➢ The task ENI is fully managed by Amazon ECS. Amazon ECS creates the ENI and attaches it to the host Amazon EC2 instance with the specified security group.
The task sends and receives network traffic over the ENI in the same way that Amazon EC2 instances do with their primary network interfaces. Each task ENI is assigned a private IPv4 address by default.
If your VPC is enabled for dual-stack mode and you use a subnet with an IPv6 CIDR block, the task ENI will also receive an IPv6 address. Each task can only have one ENI.
These ENIs are visible in the Amazon EC2 console for your account, but they cannot be detached manually or modified by your account.
This is to prevent accidental deletion of an ENI that is associated with a running task.
You can view the ENI attachment information for tasks in the Amazon ECS console or with the DescribeTasks API operation. When the task stops or if the service is scaled down, the task ENI is detached and deleted.
We can't modify any attribute of ECS Task ENI as it is managed by ECS itself.
As per the doc[1], these ENIs are fully managed by ECS and we can not modify any attribute of task ENI.
So source/dest check can’t be disabled on ECS-managed container ENIs.
References:
[1]: https://docs.aws.amazon.com/AmazonECS/latest/developerguide/task-networking-awsvpc.html
This is only applicable to the awspvc
network mode, which is used by Fargate.
As far as I can tell, there are 2 possible workarounds:
- Disable the Source/dest check on the instance ENI, and then configure a route from the main Instance ENI to the Docker container.
- Use ECS EC2 instead, and choose a different network mode.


BRIEF:
Read the data below. Every line holding the string "this" must be copied.

(DATA FOR THE TASK)

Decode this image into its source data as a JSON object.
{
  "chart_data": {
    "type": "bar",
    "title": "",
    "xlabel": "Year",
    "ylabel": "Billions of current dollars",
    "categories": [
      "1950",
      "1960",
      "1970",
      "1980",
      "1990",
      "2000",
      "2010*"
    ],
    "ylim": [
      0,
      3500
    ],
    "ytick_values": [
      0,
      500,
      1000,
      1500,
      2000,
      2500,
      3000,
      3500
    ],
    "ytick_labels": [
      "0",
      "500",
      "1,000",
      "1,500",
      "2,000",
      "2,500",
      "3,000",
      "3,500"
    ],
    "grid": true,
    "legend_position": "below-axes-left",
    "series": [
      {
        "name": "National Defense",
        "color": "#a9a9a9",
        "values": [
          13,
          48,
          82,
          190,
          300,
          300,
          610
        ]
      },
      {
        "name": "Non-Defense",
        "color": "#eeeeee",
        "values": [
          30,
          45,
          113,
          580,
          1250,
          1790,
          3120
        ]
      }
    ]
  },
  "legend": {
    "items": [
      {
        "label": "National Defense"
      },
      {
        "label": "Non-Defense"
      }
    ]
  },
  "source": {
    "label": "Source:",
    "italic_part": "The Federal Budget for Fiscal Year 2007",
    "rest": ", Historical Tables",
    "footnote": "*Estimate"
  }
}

(End DATA FOR THE TASK)
(DATA FOR THE TASK)

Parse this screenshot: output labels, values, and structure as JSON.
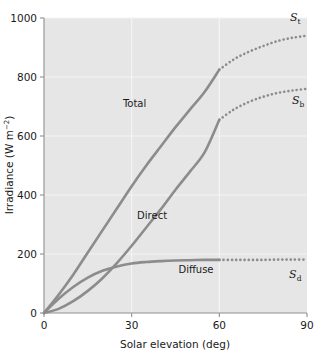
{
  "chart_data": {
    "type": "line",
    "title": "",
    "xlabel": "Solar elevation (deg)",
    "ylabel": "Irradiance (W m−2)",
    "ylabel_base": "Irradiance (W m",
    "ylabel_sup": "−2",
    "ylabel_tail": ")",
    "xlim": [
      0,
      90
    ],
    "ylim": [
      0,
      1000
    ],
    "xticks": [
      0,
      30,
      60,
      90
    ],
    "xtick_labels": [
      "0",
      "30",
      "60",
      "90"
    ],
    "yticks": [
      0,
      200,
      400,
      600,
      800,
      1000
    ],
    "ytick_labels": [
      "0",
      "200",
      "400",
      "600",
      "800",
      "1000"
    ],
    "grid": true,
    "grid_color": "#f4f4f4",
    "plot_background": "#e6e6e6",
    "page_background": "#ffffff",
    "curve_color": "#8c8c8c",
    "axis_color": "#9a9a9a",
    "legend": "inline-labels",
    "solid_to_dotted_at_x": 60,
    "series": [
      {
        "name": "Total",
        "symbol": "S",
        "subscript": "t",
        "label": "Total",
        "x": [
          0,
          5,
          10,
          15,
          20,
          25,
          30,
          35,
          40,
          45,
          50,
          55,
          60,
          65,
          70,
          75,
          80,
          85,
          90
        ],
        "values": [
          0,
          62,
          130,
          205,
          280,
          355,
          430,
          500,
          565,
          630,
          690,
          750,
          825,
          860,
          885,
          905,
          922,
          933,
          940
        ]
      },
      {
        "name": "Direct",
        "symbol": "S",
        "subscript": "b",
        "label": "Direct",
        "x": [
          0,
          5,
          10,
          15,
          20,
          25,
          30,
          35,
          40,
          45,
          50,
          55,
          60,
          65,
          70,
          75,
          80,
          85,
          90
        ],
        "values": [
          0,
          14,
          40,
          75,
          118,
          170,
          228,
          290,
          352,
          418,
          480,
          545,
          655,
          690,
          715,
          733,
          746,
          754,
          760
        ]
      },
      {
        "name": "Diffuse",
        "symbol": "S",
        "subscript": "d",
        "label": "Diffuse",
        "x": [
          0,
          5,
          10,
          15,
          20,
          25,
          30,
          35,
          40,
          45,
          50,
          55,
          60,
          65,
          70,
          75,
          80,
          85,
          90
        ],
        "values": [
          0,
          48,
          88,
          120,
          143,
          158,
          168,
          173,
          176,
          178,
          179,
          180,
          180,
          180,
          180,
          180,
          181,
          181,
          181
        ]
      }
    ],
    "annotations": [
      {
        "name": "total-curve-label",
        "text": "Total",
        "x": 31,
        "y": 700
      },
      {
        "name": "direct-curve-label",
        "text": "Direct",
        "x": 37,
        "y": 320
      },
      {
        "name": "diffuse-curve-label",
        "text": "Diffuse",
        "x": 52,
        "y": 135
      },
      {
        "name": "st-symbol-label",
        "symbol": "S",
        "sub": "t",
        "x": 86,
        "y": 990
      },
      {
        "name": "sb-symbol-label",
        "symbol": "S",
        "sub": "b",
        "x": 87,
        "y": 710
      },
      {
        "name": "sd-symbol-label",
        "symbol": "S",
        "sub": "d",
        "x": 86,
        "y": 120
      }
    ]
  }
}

(End DATA FOR THE TASK)

TASK RESPONSE:
Decode this image into its source data as a JSON object.
Parse this screenshot: output labels, values, and structure as JSON.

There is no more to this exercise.